Rune Dice review (PS5)

Rune Dice is a roguelite that immediately distinguishes itself through its commitment to physical systems rather than abstract inputs. Developed by Smart Raven Studio and published by Kwalee, it takes a familiar roguelike framework of branching maps, class-based builds and incremental upgrades, then anchors it around a dice physics system that is as unpredictable as it is structurally coherent. On PS5, it presents itself as a compact but highly reactive system-driven experience where success depends as much on spatial intuition as it does on build optimisation.

The core loop revolves around launching dice across a shared battlefield, where identical values merge into higher-tier dice that continue moving and interacting with the environment. This creates a constant tension between planning and entropy: carefully aimed throws can produce elaborate chain reactions, but the same system can just as easily produce suboptimal outcomes due to the inherent unpredictability of physics-based movement. That tension is often what makes the game compelling – but it does mean that player intention is not always cleanly translated into outcome, especially in crowded late-game scenarios.

Where Rune Dice performs particularly well is in its build diversity and class design. Each hero archetype meaningfully reshapes how a run unfolds, from poison-focused rogues to defensive or elemental variants that push the dice system in entirely different directions. Relics and runes further expand this flexibility, enabling synergies that can dramatically alter the behaviour of a run from one attempt to the next. At its best, this creates a strong sense of experimentation, where failed runs still feel productive because they unlock new combinations and strategies. However, this breadth can occasionally mask balance inconsistencies, where certain builds feel significantly more stable or efficient than others once optimal synergies are discovered.

The structure of each run reinforces this experimentation loop through a standard but effective roguelite map design. Players move through branching paths of combat encounters, shops, upgrades and occasional risk-reward altars that allow dice sacrifices for stronger returns. This creates meaningful route decisions, although the underlying structure does not significantly evolve over time, which can make long-term progression feel somewhat familiar once the initial novelty wears off. Boss encounters help counter this repetition by introducing rule-breaking mechanics that disrupt established patterns, forcing adaptation rather than repetition of known strategies. These fights are generally strong highlights, even if some mechanics lean heavily into randomness over readable counterplay.

One of Rune Dice’s more divisive design elements lies in its combat resolution logic, particularly around targeting and effect sequencing. While the dice physics encourages expressive play, downstream resolution rules sometimes remove agency from the player in ways that feel structurally rigid. Attacks and effects often follow predetermined ordering systems rather than fully player-directed targeting, which can result in situations where well-constructed setups do not behave as intuitively expected. This does not break the game, but it does create occasional friction between strategic intent and systemic execution, particularly in high-stakes encounters where precision matters most.

Visually and sonically, Rune Dice adopts a deliberately restrained presentation style. The pixel-art aesthetic prioritises clarity over spectacle, which is a necessary choice given how quickly the battlefield can become saturated with interacting dice, effects and enemy units. In most cases, readability is maintained well, even during large chain reactions, although extreme late-run scenarios can still become visually dense. Sound design provides effective feedback for collisions and merges, reinforcing the tactile feel of the system, but the soundtrack itself tends to become repetitive over longer sessions, slightly weakening the sense of escalating momentum during extended play.

Despite these issues, Rune Dice remains strongest when viewed as an experimentation engine rather than a tightly controlled tactical simulator. Its appeal lies in emergent outcomes – moments where planning, physics and randomness align into unexpected but satisfying cascades of interaction. While its limitations in control precision and occasional balance unevenness prevent it from achieving full strategic clarity, the underlying loop is consistently engaging, particularly for players who enjoy iterating on systems rather than executing deterministic solutions. It is a game that frequently succeeds not because it is perfectly controlled, but because it allows just enough instability for interesting things to happen.

On PS5, this makes Rune Dice particularly well-suited to short and medium-length sessions, where each run feels like a self-contained experiment in system manipulation. Even when outcomes frustrate due to unpredictability or sequencing constraints, the desire to immediately attempt another build or route remains strong, which is where the game’s design is most effective. It is not a perfectly tuned strategy engine, but it is a highly compelling one, sustained by its willingness to let chaos play a meaningful role in success and failure alike.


◆ Assignment ◆
The records below must be output exactly, without pictures.

◆ Dataset entries on figures ◆
....

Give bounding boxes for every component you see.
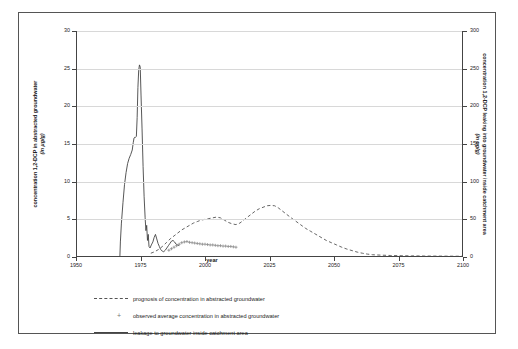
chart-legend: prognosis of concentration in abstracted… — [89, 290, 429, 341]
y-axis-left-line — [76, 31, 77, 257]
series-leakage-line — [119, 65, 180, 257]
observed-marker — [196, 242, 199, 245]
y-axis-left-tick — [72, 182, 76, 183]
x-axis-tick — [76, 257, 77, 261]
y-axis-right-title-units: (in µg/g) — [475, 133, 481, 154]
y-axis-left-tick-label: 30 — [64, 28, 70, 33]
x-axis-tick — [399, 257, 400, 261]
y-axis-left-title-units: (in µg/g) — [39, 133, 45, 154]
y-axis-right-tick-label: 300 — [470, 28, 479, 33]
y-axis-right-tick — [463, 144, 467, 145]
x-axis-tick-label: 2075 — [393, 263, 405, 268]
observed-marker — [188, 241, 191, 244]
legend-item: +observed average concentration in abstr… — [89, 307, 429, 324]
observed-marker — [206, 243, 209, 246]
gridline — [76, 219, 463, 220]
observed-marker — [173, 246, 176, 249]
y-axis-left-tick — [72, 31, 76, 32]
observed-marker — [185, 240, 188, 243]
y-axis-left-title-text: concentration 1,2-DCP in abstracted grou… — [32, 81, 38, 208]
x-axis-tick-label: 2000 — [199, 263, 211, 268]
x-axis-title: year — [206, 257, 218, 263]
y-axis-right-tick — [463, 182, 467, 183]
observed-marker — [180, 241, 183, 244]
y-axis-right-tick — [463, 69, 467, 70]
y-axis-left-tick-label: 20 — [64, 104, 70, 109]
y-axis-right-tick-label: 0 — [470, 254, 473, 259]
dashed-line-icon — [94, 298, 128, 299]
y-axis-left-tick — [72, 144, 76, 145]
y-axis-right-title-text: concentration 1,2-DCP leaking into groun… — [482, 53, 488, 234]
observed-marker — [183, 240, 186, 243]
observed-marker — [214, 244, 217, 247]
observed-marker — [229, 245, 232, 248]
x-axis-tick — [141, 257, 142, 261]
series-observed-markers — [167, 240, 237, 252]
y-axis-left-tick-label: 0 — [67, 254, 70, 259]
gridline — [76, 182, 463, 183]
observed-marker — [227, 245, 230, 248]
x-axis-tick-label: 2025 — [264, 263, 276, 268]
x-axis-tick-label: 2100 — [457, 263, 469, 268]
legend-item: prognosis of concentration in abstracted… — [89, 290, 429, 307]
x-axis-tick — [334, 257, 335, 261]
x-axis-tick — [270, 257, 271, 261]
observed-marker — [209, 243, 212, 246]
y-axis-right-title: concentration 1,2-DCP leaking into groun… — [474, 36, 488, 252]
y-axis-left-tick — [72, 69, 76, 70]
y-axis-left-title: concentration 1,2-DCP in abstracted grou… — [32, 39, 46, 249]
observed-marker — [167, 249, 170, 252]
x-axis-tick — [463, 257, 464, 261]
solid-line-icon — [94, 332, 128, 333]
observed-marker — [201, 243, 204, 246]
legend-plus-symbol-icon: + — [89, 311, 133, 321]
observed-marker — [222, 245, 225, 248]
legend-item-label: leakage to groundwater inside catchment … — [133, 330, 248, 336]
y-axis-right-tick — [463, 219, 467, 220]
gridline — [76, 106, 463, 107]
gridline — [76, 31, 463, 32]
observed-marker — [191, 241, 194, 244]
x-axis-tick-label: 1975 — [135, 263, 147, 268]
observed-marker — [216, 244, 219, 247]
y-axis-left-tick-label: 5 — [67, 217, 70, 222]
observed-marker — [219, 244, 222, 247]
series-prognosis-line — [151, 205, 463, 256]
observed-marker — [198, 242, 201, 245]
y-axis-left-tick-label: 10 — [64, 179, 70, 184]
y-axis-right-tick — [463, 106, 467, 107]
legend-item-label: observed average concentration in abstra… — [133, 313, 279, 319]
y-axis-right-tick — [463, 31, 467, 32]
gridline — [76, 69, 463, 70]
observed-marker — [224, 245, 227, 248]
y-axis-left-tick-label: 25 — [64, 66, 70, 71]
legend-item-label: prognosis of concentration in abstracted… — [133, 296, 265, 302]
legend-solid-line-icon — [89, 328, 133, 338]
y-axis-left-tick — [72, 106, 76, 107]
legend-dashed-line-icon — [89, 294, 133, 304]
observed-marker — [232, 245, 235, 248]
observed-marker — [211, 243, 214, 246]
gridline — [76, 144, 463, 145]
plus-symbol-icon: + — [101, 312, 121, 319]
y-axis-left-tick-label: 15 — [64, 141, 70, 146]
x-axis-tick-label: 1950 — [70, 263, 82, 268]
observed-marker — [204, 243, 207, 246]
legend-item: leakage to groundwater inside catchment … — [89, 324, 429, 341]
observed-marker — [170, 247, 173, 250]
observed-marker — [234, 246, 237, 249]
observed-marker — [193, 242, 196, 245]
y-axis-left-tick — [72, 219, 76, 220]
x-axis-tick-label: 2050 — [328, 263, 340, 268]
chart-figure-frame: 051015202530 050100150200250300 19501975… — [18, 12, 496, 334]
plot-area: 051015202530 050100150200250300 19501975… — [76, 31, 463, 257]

....

◆ Finished exercise ◆
Give bounding boxes for every component you see.
chart-legend: prognosis of concentration in abstracted… — [89, 290, 429, 341]
y-axis-left-line — [76, 31, 77, 257]
series-leakage-line — [119, 65, 180, 257]
observed-marker — [196, 242, 199, 245]
y-axis-left-tick — [72, 182, 76, 183]
x-axis-tick — [76, 257, 77, 261]
y-axis-right-title-units: (in µg/g) — [475, 133, 481, 154]
y-axis-left-tick-label: 30 — [64, 28, 70, 33]
x-axis-tick — [399, 257, 400, 261]
y-axis-left-title-units: (in µg/g) — [39, 133, 45, 154]
y-axis-right-tick-label: 300 — [470, 28, 479, 33]
y-axis-right-tick — [463, 144, 467, 145]
x-axis-tick-label: 2075 — [393, 263, 405, 268]
observed-marker — [188, 241, 191, 244]
legend-item: +observed average concentration in abstr… — [89, 307, 429, 324]
observed-marker — [206, 243, 209, 246]
gridline — [76, 219, 463, 220]
observed-marker — [173, 246, 176, 249]
y-axis-left-tick — [72, 31, 76, 32]
observed-marker — [185, 240, 188, 243]
y-axis-left-title-text: concentration 1,2-DCP in abstracted grou… — [32, 81, 38, 208]
x-axis-tick-label: 2000 — [199, 263, 211, 268]
x-axis-title: year — [206, 257, 218, 263]
y-axis-right-tick — [463, 182, 467, 183]
observed-marker — [180, 241, 183, 244]
y-axis-right-tick — [463, 69, 467, 70]
y-axis-left-tick-label: 20 — [64, 104, 70, 109]
y-axis-right-tick-label: 0 — [470, 254, 473, 259]
dashed-line-icon — [94, 298, 128, 299]
y-axis-left-tick — [72, 144, 76, 145]
y-axis-right-title-text: concentration 1,2-DCP leaking into groun… — [482, 53, 488, 234]
observed-marker — [183, 240, 186, 243]
observed-marker — [214, 244, 217, 247]
observed-marker — [229, 245, 232, 248]
x-axis-tick — [141, 257, 142, 261]
series-observed-markers — [167, 240, 237, 252]
y-axis-left-tick-label: 0 — [67, 254, 70, 259]
gridline — [76, 182, 463, 183]
observed-marker — [227, 245, 230, 248]
x-axis-tick-label: 2025 — [264, 263, 276, 268]
x-axis-tick-label: 2100 — [457, 263, 469, 268]
legend-item: prognosis of concentration in abstracted… — [89, 290, 429, 307]
x-axis-tick — [334, 257, 335, 261]
x-axis-tick — [270, 257, 271, 261]
observed-marker — [209, 243, 212, 246]
y-axis-right-title: concentration 1,2-DCP leaking into groun… — [474, 36, 488, 252]
y-axis-left-tick — [72, 69, 76, 70]
y-axis-left-title: concentration 1,2-DCP in abstracted grou… — [32, 39, 46, 249]
observed-marker — [167, 249, 170, 252]
x-axis-tick — [463, 257, 464, 261]
solid-line-icon — [94, 332, 128, 333]
observed-marker — [201, 243, 204, 246]
legend-plus-symbol-icon: + — [89, 311, 133, 321]
observed-marker — [222, 245, 225, 248]
legend-item-label: leakage to groundwater inside catchment … — [133, 330, 248, 336]
y-axis-right-tick — [463, 219, 467, 220]
gridline — [76, 106, 463, 107]
gridline — [76, 31, 463, 32]
observed-marker — [191, 241, 194, 244]
x-axis-tick-label: 1975 — [135, 263, 147, 268]
observed-marker — [216, 244, 219, 247]
y-axis-left-tick-label: 5 — [67, 217, 70, 222]
observed-marker — [219, 244, 222, 247]
series-prognosis-line — [151, 205, 463, 256]
observed-marker — [198, 242, 201, 245]
y-axis-left-tick-label: 10 — [64, 179, 70, 184]
y-axis-right-tick — [463, 106, 467, 107]
legend-item-label: observed average concentration in abstra… — [133, 313, 279, 319]
y-axis-right-tick — [463, 31, 467, 32]
gridline — [76, 69, 463, 70]
observed-marker — [224, 245, 227, 248]
y-axis-left-tick-label: 25 — [64, 66, 70, 71]
legend-item-label: prognosis of concentration in abstracted… — [133, 296, 265, 302]
legend-solid-line-icon — [89, 328, 133, 338]
y-axis-left-tick — [72, 106, 76, 107]
legend-dashed-line-icon — [89, 294, 133, 304]
observed-marker — [232, 245, 235, 248]
observed-marker — [211, 243, 214, 246]
gridline — [76, 144, 463, 145]
plus-symbol-icon: + — [101, 312, 121, 319]
y-axis-left-tick-label: 15 — [64, 141, 70, 146]
x-axis-tick-label: 1950 — [70, 263, 82, 268]
observed-marker — [204, 243, 207, 246]
legend-item: leakage to groundwater inside catchment … — [89, 324, 429, 341]
observed-marker — [170, 247, 173, 250]
observed-marker — [234, 246, 237, 249]
observed-marker — [193, 242, 196, 245]
y-axis-left-tick — [72, 219, 76, 220]
x-axis-tick-label: 2050 — [328, 263, 340, 268]
chart-figure-frame: 051015202530 050100150200250300 19501975… — [18, 12, 496, 334]
plot-area: 051015202530 050100150200250300 19501975… — [76, 31, 463, 257]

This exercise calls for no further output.